Most High-Tech: Rodan
New advances in home-bathroom technology have taken a page straight from the Jetsons: Color-therapy infinity tubs, showers with iPod-docking stations and toilet seats that lower themselves are luxury standards these days. But while pimping out your personal WC may be all about function, public restrooms get to employ gadgetry simply for form. Case in point: the super-cool but utterly useless "mirrors" at Wicker Park's swanky AV lounge, Rodan. Video screens are mounted in the place of the usual looking-glasses, a nearby camera provides a glitchy feed of the primping patron—hey, that's you! While the resulting epileptic image doesn't do much for finding those stray bits of spinach in your teeth, it does work wonders for Rodan's overall aesthetic.

Most Rock 'n' Roll: Club Foot and the Hideout.
CBGB's may have been the benchmark for skuzzy punk rock bathrooms, but it doesn't necessarily take decades of urine stains, clogged toilets and a mohawked dude passed out in the corner to properly reflect the rock 'n' roll lifestyle. By derelict dive-bar standards, the facilities at Club Foot could be considered immaculate, but the walls of this Ukie Village joint tell another tale. Papered in punk memorabilia, band stickers and Elvis paraphernalia, the decor is just grungy enough. Although the john of this depraved den makes an impressive showing, it still comes in at a tie with the years of graffiti layered onto the walls of the Hideout's head.

Best View from the Loo: Signature Room at the 95th
Who would have thought that one of the best views in the Midwest comes with a toilet? Situated on the 95th floor of the Hancock Tower, the Signature Room is well-known for killer downtown views; the Sears Tower front and center, cutting through that gorgeous prairie sky. But if you don't snag a window-side table, don't worry; just go powder your nose. Lake Michigan, Chicago's gorgeous cityscape and Navy Pier are all visible through the floor-to-ceiling windows in the women's washroom. The ladies room owes its stunning view to generous glass walls, a dizzying altitude and a brutal dismissal of the male gender's appreciation for breathtaking vistas. That's right, no views for the guys.
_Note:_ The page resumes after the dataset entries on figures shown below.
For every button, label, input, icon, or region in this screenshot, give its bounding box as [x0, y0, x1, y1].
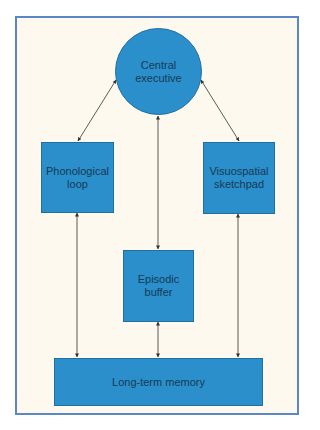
node-visuospatial-sketchpad: Visuospatial sketchpad — [203, 142, 275, 214]
node-label-line: executive — [135, 72, 181, 85]
node-episodic-buffer: Episodic buffer — [123, 250, 194, 322]
node-label-line: Phonological — [46, 165, 109, 178]
edge-central-phono — [78, 80, 116, 141]
node-label-line: Episodic — [138, 273, 180, 286]
edge-central-visuo — [201, 80, 239, 141]
node-label-line: Visuospatial — [209, 165, 268, 178]
node-label-line: loop — [46, 178, 109, 191]
node-long-term-memory: Long-term memory — [54, 358, 263, 406]
node-phonological-loop: Phonological loop — [41, 142, 114, 213]
node-label-line: buffer — [138, 286, 180, 299]
node-label-line: Central — [135, 59, 181, 72]
node-label-line: sketchpad — [209, 178, 268, 191]
node-label-line: Long-term memory — [112, 376, 205, 389]
node-central-executive: Central executive — [115, 28, 202, 115]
Harsh.

Best Kitsch: Cozy Noodles & Rice (Wrigleyville)
Kitschy bathrooms are easy to come by; just slap some pin-up girls on the wall, decoupage the toilet seat with old detergent labels, make a chandelier out of those lawn flamingos and—voila—a delightfully tacky decor is born. Such retro-enthusiasm has become the standard for the ironic hipster restroom, but it takes a certain amount of panache to rise above this increasingly boring aesthetic. Well, it takes a certain amount of Pez, at least; the walls of the ladies' room at Lakeview's Cozy Noodles & Rice have been spackled with hundreds of Pez containers (Evanstonians: your location ain't too shabby, either). The decor serves as an altar to the legendary product, cartoon characters throughout generations, and the fallen "choco" flavor of this mighty rectangular candy. The men's room sports a similar treatment with action figures.
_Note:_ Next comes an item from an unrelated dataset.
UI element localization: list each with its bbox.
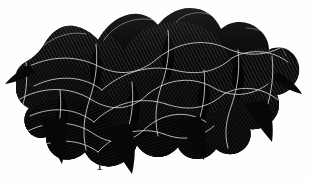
saddle-surface-illustration bbox=[0, 0, 309, 183]
figure-caption: 1 bbox=[0, 158, 309, 173]
figure-number: 1 bbox=[96, 158, 104, 173]
figure-container: 1 bbox=[0, 0, 309, 183]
Most Fetish-friendly: SushiSamba Rio
Making a public restroom sexy is no easy feat, but using it as a catalyst for luring out the inner exhibitionist in a tipsy clientele is just, well, pure brilliance. Leave it to a see-and-be-seen fusion joint to build a bathroom around our closet fetishes. Industrial sinks with exposed plumbing aren't the only design highlights in the adjoining men's and ladies' rooms at SushiSamba Rio. A peek-a-boo wall separates the genders, exciting that voyeuristic streak in all of us. Catching a stray glimpse of a stranger applying lipstick, adjusting a collar or even washing his or her hands is a turn-on that stops short of creepy—but just barely.